2) While the carriers are touting their various breakthrough standards, most people really have no clue what they are talking about. According to the Wall Street Journal (4 November 2010) on a survey by Yankee Group that “of more than 1,200 consumers found 57% had either never heard of 3G or didn’t understand the term. [And] With 4G, the ranks of the confused jump to 68%.”

Some lessons learned:

In the first case, we need to keep in mind the principle of caveat emptor (or let the buyer beware) when it comes to what the Wall Street Journal is calling the “increased rhetoric underscoring the high-stakes games played by the carriers as they jockey for position.”

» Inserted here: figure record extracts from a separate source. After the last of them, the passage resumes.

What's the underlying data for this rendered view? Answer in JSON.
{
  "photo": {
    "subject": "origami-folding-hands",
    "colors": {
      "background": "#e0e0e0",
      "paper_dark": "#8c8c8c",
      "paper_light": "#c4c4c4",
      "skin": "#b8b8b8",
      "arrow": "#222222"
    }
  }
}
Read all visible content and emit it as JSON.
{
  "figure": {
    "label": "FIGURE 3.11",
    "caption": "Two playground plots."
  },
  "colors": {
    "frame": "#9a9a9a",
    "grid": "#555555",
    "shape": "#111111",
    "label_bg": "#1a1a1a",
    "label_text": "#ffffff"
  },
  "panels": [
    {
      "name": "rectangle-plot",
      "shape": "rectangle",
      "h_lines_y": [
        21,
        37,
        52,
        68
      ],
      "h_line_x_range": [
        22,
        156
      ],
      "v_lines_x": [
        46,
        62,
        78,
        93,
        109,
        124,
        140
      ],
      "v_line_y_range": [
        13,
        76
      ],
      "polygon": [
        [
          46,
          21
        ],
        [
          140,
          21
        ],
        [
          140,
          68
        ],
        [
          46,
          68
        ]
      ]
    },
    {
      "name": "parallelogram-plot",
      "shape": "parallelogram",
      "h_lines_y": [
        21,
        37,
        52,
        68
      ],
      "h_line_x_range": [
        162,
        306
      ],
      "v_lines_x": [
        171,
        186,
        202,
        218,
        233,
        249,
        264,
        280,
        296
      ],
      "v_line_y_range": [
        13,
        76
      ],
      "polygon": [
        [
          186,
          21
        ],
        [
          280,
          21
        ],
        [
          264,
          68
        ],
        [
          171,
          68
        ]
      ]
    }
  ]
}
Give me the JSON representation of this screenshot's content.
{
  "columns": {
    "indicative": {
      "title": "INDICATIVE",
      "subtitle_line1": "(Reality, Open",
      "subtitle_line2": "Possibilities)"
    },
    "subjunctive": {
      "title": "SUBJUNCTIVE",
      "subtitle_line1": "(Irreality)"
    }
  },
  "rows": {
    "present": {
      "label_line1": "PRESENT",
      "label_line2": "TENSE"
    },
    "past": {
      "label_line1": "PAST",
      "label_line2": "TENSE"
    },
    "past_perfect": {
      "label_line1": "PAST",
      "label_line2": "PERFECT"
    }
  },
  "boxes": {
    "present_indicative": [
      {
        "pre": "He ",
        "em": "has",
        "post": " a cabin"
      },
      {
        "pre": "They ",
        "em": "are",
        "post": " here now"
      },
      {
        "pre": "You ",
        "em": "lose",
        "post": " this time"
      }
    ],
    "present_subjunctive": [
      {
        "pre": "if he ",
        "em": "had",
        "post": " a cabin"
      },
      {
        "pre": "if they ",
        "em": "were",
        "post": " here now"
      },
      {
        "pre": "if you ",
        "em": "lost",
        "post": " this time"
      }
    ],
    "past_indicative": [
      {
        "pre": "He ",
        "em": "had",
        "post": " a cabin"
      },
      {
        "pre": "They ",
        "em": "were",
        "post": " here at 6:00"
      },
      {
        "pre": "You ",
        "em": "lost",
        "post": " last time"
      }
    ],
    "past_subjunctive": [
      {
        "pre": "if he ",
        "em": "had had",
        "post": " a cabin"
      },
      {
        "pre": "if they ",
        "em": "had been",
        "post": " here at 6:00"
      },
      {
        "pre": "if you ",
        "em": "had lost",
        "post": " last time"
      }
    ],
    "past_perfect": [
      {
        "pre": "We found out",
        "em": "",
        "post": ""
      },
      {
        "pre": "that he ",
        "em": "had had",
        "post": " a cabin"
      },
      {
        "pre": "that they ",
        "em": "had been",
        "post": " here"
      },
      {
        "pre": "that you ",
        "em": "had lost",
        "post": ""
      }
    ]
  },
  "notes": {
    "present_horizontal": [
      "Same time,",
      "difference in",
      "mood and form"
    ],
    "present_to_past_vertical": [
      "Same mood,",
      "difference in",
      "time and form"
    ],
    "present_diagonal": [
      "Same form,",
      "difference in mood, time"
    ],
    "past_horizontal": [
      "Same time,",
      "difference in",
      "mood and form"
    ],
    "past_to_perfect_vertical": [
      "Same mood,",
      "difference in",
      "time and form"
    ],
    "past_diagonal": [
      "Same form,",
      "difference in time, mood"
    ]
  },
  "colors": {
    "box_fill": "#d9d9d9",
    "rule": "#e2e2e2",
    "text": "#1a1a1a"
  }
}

In the second, vendors and technologists should understand that they are losing the consumer when they talk “techno-geek.” Instead, all need to use plain language when communicating, and simplify the technical jargon.

The comic in Computerworld (22 November 2010) summarized it well with pictures of all the various GGGG… technologies and the people next it to it saying, “At this point the labels are ahead of the technology.” Of course, I would add that the labels are also ahead of most people’s ability to understand the geek-speak. And we need to fix the communications of both.